When a terabyte isn't enough
- TAGS:DVD, hard disk, hard drive, movie, MPEG 4, multimedia, Western Digital
- IT TOPICS:Servers, Storage
One and 2 terabyte drives are rapidly becoming the hardware du jour for home use. That seems like plenty. But it may not be nearly enough.
It's hard to get the mind around just how big a trillion bytes of storage space is. A terabyte is one trillion bytes - as in a "one" with twelve zeros after it. As in 1,000 gigabytes (one thousand billion bytes).
A one-page Microsoft Word document takes up about 32 kilobytes (32,000 bytes) of disk space - a microscopic dust spec on the storage platter.
The Library of Congress contains 82.6 terabytes of data.

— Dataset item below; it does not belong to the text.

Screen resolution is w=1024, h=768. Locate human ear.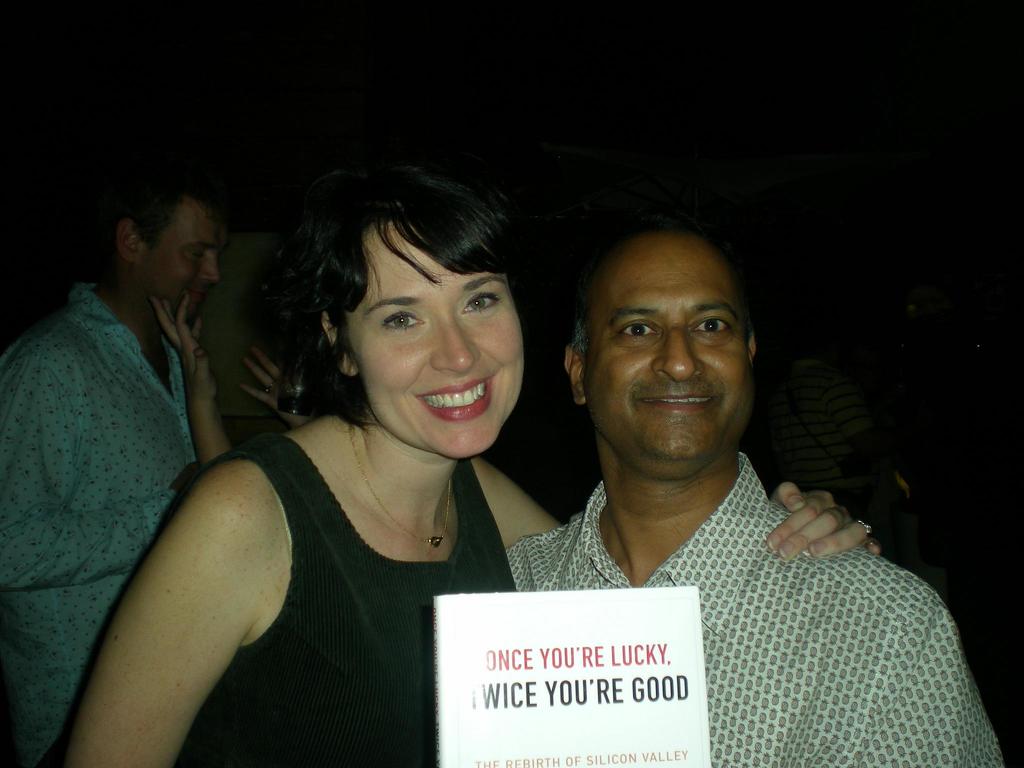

Consumers can store, in their homes on a consumer-grade 1 terabyte hard disk drive, one percent of all of the data stored in the Library of Congress. But consumers don't want the Library of Congress, and they don't want millions of Word documents. They want to store multimedia files, and that ups the ante by an order of magnitude. Or two. Or three.
One terabyte is enough space to hold 17,000 hours of compressed MP3 music, or 1,700 hours of CD-quality music. Not bad.
It's enough space to hold 1,000 hours of MPEG 4 encoded video, or about 500 feature length movies. But not in HD. So, is a terabyte disk large enough to displace the contents of that entire wall of DVDs?
Now that I think about it, a petabyte drive might be nice.